The gang of menacing thugs was ruthless – and apparently free of any concerns for the well-being of their own children.
That is before we come to their innocent victims, with one blameless property owner left an astonishing £300,000 poorer.
Yet at six separate locations, over just 11 months, the criminals’ modus operandi was almost identical and calmly methodical.
The group of Irish travellers, led by Martin Ward, 53, with Patrick Doherty, 42, acting as lieutenant, would arrive at a vacant car park or other empty site between Croydon and Wimbledon in south-west London. Each spot was carefully chosen for being ‘easy to control’.
First the gang would break in, ensuring they retained the ability to relock the gate with their own padlock. Wearing masks to conceal their faces, they would smash and disable any CCTV cameras they could reach. Height-restriction bars would be removed.
If any site owners dared show themselves, they would demand up to £15,000 in return for leaving – their leader adding on one occasion that, if unpaid, ‘I will fill this unit to the brim in two days’.
He meant fill it to the brim with rubbish of course – and charge those who fly-tipped lorry loads of refuse there for the privilege. For that was their filthy ‘dump-and-run’ business – and, regardless of police, bailiffs, or council officers, he really did live up to his word.
That is what emerged at Kingston-upon-Thames Crown Court last week, when the gang led by Martin Ward finally faced some sort of justice, with two of them jailed, after strewing half of London with hundreds of tons of waste with impunity.
When their demands for cash failed, they would simply park their caravans on site – housing their own wives and children – regardless of the dirty nature of their criminal enterprise.

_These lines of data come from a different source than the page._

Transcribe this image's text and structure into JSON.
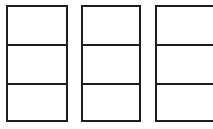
{
  "diagram": {
    "line_color": "#1e1e1e",
    "background": "#ffffff",
    "boxes": [
      {
        "id": "box-1",
        "left": 6,
        "top": 5,
        "width": 62,
        "height": 117,
        "rows": 3,
        "clipped": false
      },
      {
        "id": "box-2",
        "left": 81,
        "top": 5,
        "width": 60,
        "height": 117,
        "rows": 3,
        "clipped": false
      },
      {
        "id": "box-3",
        "left": 155,
        "top": 5,
        "width": 60,
        "height": 117,
        "rows": 3,
        "clipped": true
      }
    ],
    "row_dividers_y": [
      44,
      83
    ]
  }
}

The children not only helped open gates for fly-tip customers, their very presence aided their families’ criminal conspiracy, as I will explain, all thanks to legal rights travellers are only too familiar with.
And as soon as their families were installed, Doherty and Ward ordered the all-important money-making stage of the operation to begin.
‘Within minutes’, tons of rubbish would be dumped.
A foul cocktail of waste from household clearances including sodden mattresses, old baths, doors and broken furniture, plus worn-out tyres, and builders’ junk, it would go straight on to the ground directly beside their own families’ caravans, where their children played. The revolting business then continued at pace, with multiple tipper-trucks arriving in convoy.
Massive though this criminal conspiracy was, it is just a small part of Britain’s enormous fly-tipping problem, with a horrifying 38million tons of waste dumped illegally every year
In one instance, gang member Michael Ward, 61, was caught on a surviving CCTV camera with a mobile pressed to his ear, directing the arrivals of paying customers.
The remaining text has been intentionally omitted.